The above function will take in the model state dict, the lance saved file name and the weights version. The function will start by making a RecordBatchReader() using the global schema and the utility function we wrote above. If the weights lance dataset already exists in the directory, we will just save it as a new version (if versioning is enabled) or delete the old file and save the weights as new. Otherwise the weights saving will be done normally.

Loading Models

Loading weights from a Lance weight dataset into a model is just the reverse of saving them. The key part is to reshape the flattened weights back to their original shape, which is easier thanks to the shape that you saved corresponding to the weights. We will divide this into three functions for better readability.

The first function will be the _load_weight() function which will take a “weight” retrieved from the Lance weight dataset and return the weight as a torch tensor in it’s original shape. The “weight” that we retrieve from the Lance weight dataset will be a dict with value corresponding to each column in form of a key.

def _load_weight(weight: dict) -> torch.Tensor:
    """Converts a weight dict to a torch tensor"""
    return torch.tensor(weight["value"], dtype=torch.float64).reshape(weight["shape"])

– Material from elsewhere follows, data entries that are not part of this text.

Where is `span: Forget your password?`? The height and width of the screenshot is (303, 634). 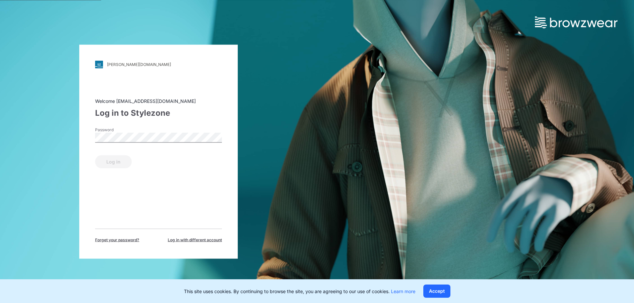 span: Forget your password? is located at coordinates (117, 240).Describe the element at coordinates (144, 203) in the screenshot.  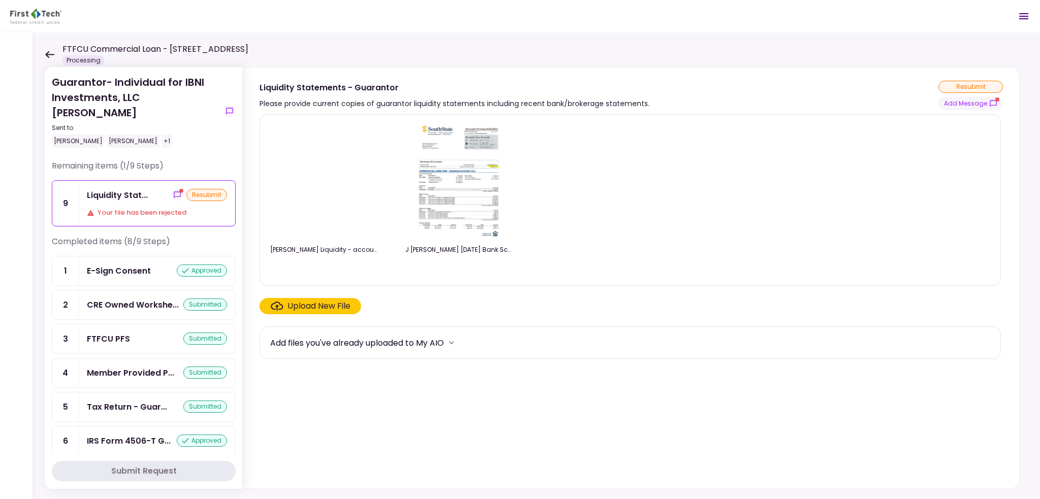
I see `a: 9Liquidity Statements - Guarantorshow-messagesresubmitYour file has been rejected` at that location. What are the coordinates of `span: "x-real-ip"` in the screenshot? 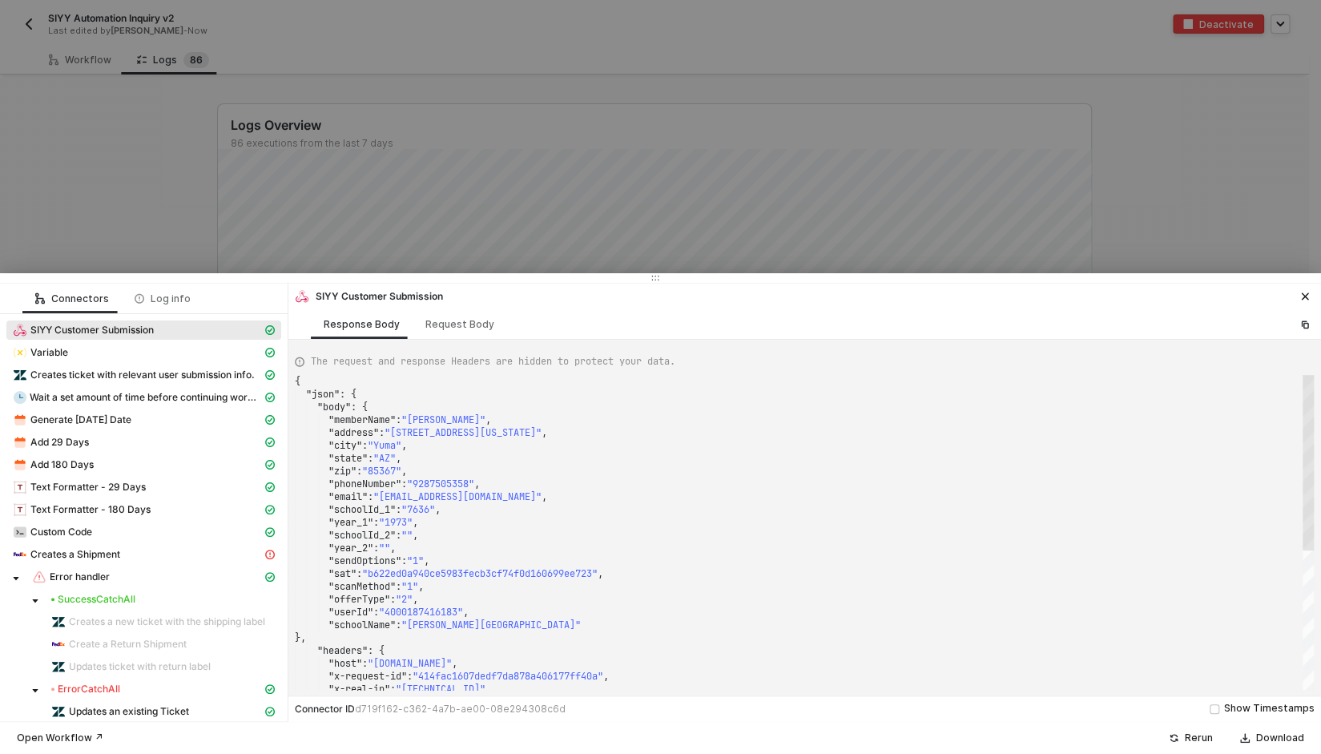 It's located at (359, 689).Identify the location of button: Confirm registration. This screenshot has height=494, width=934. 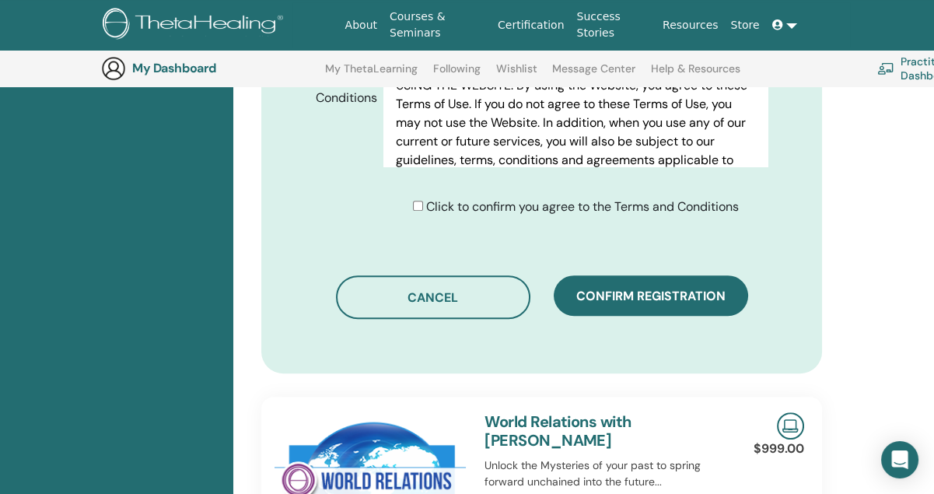
(651, 295).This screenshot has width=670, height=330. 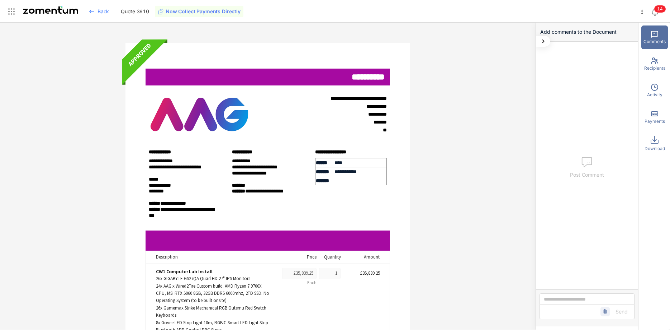 I want to click on span: Back, so click(x=103, y=11).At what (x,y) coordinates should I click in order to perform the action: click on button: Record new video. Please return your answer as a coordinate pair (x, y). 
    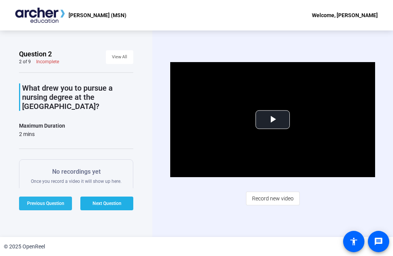
    Looking at the image, I should click on (273, 198).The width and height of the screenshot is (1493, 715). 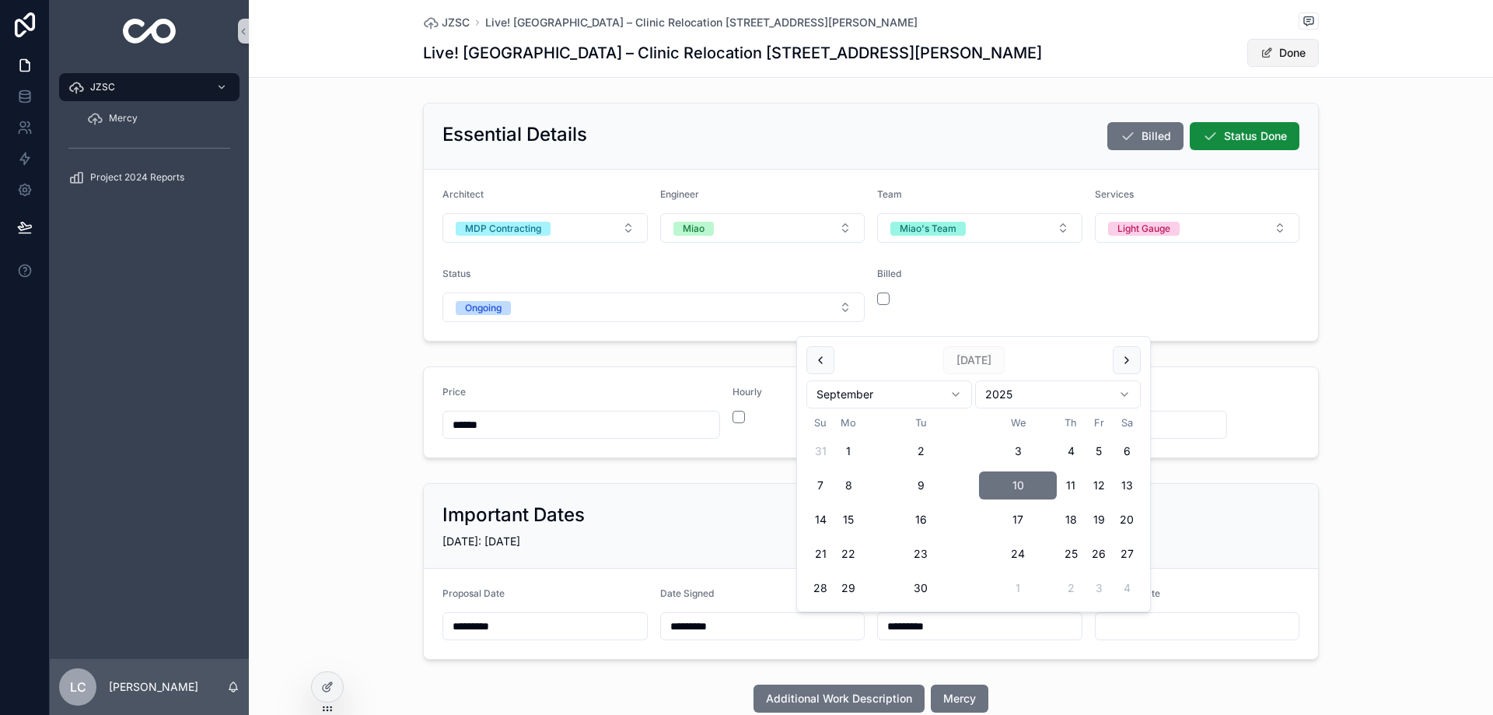 What do you see at coordinates (149, 31) in the screenshot?
I see `img: App logo` at bounding box center [149, 31].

Optionally, you could also add an option to specify the datatype of the weights.

The next function will be on loading all the weights from the lance weight dataset into a state dictionary, which is what PyTorch will expect when we load the weights into our model.

def _load_state_dict(file_name: str, version: int = 1, map_location=None) -> OrderedDict:
    """Reads the model weights from lance file and returns a model state dict
    If the model weights are too large, this function will fail with a memory error.

    Args:
        file_name (str): Lance model name
        version (int): Version of the model to load
        map_location (str): Device to load the model on

    Returns:
        OrderedDict: Model state dict
    """
    ds = lance.dataset(file_name, version=version)
    weights = ds.take([x for x in range(ds.count_rows())]).to_pylist()
    state_dict = OrderedDict()

    for weight in weights:
        state_dict[weight["name"]] = _load_weight(weight).to(map_location)

    return state_dict

The load_state_dict() function will expect a lance weight dataset file name, a version and a device where the weights will be loaded into. We essentially load all the weights from the lance weight dataset into our memory and iteratively convert them into weights using the utility function we wrote earlier and then put them on the device.

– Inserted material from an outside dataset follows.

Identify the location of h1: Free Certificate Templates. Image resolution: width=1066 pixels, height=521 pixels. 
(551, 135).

One thing to note here is that this function will fail if the saved weights are larger than memory. For the sake of simplicity, we assume the weights to be loaded can fit in the memory and we don’t have to deal with any sharding.

Finally, we will write a higher level function is the only one we will call to load the weights.

def load_model(
    model: torch.nn.Module, file_name: str, version: int = 1, map_location=None
):
    """Loads the model weights from lance file and sets them to the model

    Args:
        model (torch.nn.Module): PyTorch model
        file_name (str): Lance model name
        version (int): Version of the model to load
        map_location (str): Device to load the model on
    """
    state_dict = _load_state_dict(file_name, version=version, map_location=map_location)
    model.load_state_dict(state_dict)

The load_model() function will require the model, the lance weight dataset name, the version of weights to load in and the map location. This will just call the _load_state_dict() utility to get the state dict and then load that state dict into the model.

Conclusion

In conclusion, you only need to call the two function: save_model() and load_model() to save and load the models respectively and as long as the weights can be fit in the memory and are in PyTorch, it should be fine.

Although experimental, this approach defines a new way of doing deep learning artefact management.